Depressed souls populate ‘The Pracht Inn’

‘The Pracht Inn’ movie (photo credit: PR)
‘The Pracht Inn’ movie
(photo credit: PR)
The film The Pracht Inn is a dour, earnest adaptation of Aharon Appelfeld’s novel Night after Night. It’s about a group of people who have experienced a great deal of suffering and who are deeply depressed. While many of the characters are interesting, the movie reflects their depressed mood all too well. However, anyone who has lived in Israel for any length of time will recognize younger versions of their elderly neighbors in this film.
The movie is about a very quirky group of residents of the titular boarding house in Jerusalem. They are Holocaust survivors who both bond and bicker. The can’t shake off their memories and see moving on and building new lives in Israel as abandoning their past and letting go of their loved ones who didn’t make it. In the Pracht Inn, they find a microcosm of the European world they left behind, ruled by the cold and unforgiving Mrs. Pracht (Michaela Eshet), whose meanness reminds them that although they have escaped the concentration camps, they still have to cope with cruelty and injustice.
The central character is Manfred (Tzahi Grad). A widower, he has some money from selling his apartment. But instead of giving it to his grown son or spending it on Tzila (Yael Toker), a woman he has just started seeing, he wants to donate it to the fund for the preservation of Yiddish culture run by the boarders at the Pracht Inn. He hurts his son and girlfriend by insisting that all he cares about is Yiddish, although he doesn’t seem to be particularly interested in literature. He is stubborn and cold. His son loves animals and is trying to start an animal shelter, but Manfred dismisses the dream as nonsense.
Manfred has a daughter who has some kind of mental disability and lives in an institution near the sea, and his tender side seems to come out only on the rare occasions when he sees her.
The other residents at Pracht are a bit livelier. Kirtzel (Vladimir Friedman) is a hard-drinking artist who lives with his favorite model (Sigalit Fuchs). Another young woman was raised in a convent in Germany and only found out she was Jewish after the war ended.
She still loves Jesus, even though she is pregnant by one of the boarders. Marina Maximilian Blumin plays a sexy torch singer at the coffee shop where the boarders gather.
The boarders all suffer from insomnia and pass their nights playing cards and drinking. All of them are united against Mrs.
Pracht, who is dead set against their having any fun. Behind her back, they acquire dozens of Yiddish books, which she sees simply as a breeding ground for vermin. The conflict between Mrs.

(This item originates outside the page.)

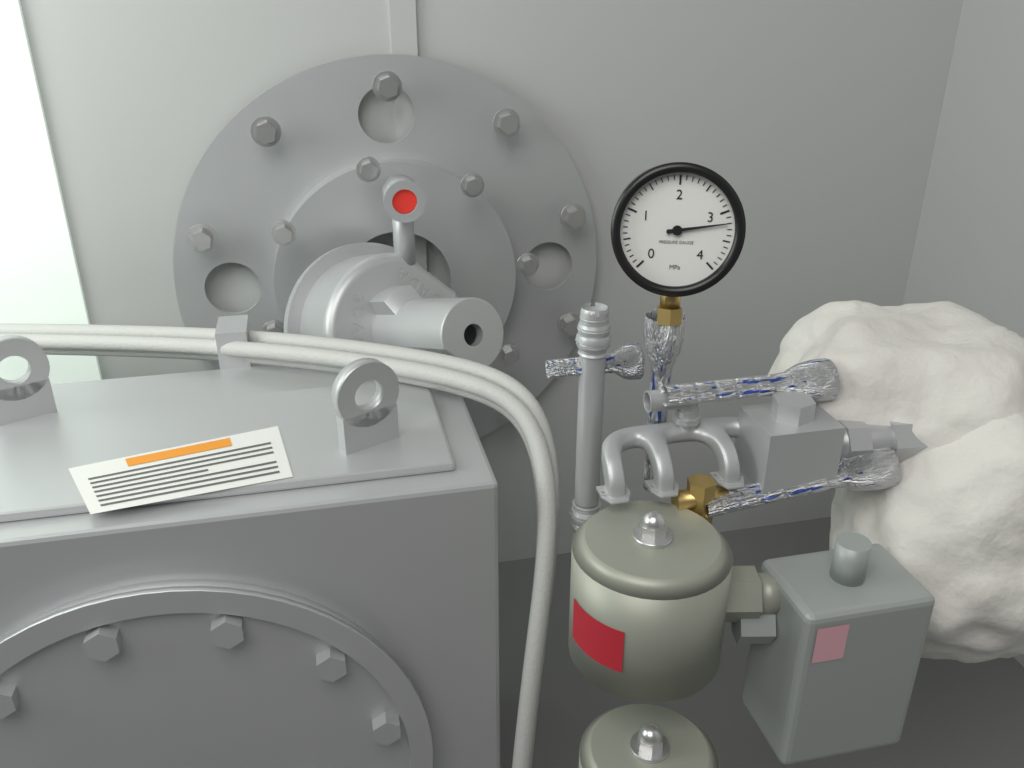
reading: 3.2 MPa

Pracht and the boarders gradually escalates into violence.
The film is set in a bygone era, when many people had little more than their reparations to pay their bills, and even a boarding-house owner such as Mrs. Pracht is broke. The boarders’ passion for Yiddish is both a real love for their mother tongue and a desire to hold on to their identity, to be the people they were before the war.

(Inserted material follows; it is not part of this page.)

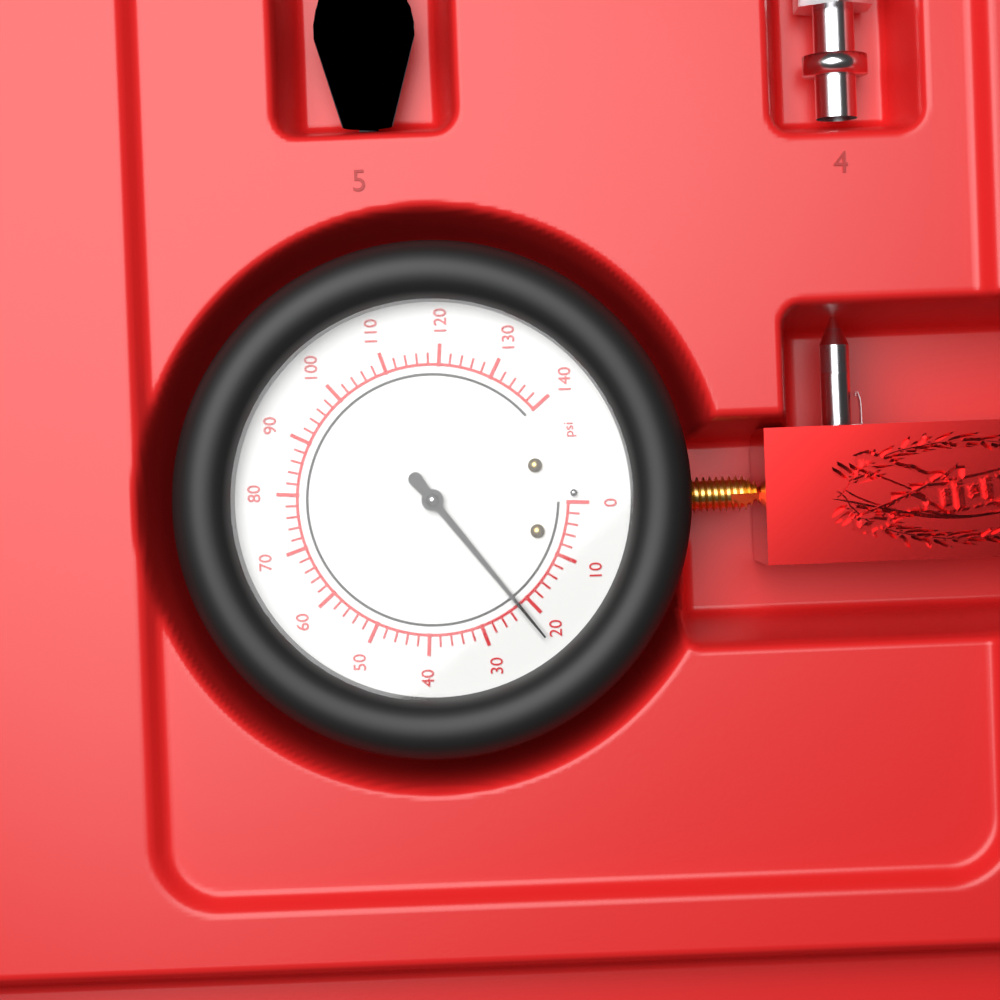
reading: 22 psi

Although the actors are all quite good, the characters aren’t fully realized. Appelfeld reveals his protagonists’ inner lives in his novels, but in the movie we don’t really get to know them from the inside out. They are types more than people.
Still, several actors shine in their roles. Michaela Eshet, who made such a strong impression as the widowed mother in Joseph Cedar’s 2004 film Campfire has appeared in just a few movies during the past decade. She imbues Mrs.
Pracht with a quiet intensity, and her soft voice makes her utterances even more hateful.
Vladimir Friedman is enjoyably outrageous as the painter.
Tzahi Grad gives a glum performance in a glum role. While a cold, dull man can be the subject of a lively movie, it takes a great deal of artfulness to pull this off. The writer/director Yarom, who has previously made short films and documentaries, clearly has talent, but she has chosen a very difficult literary adaptation for her first feature film.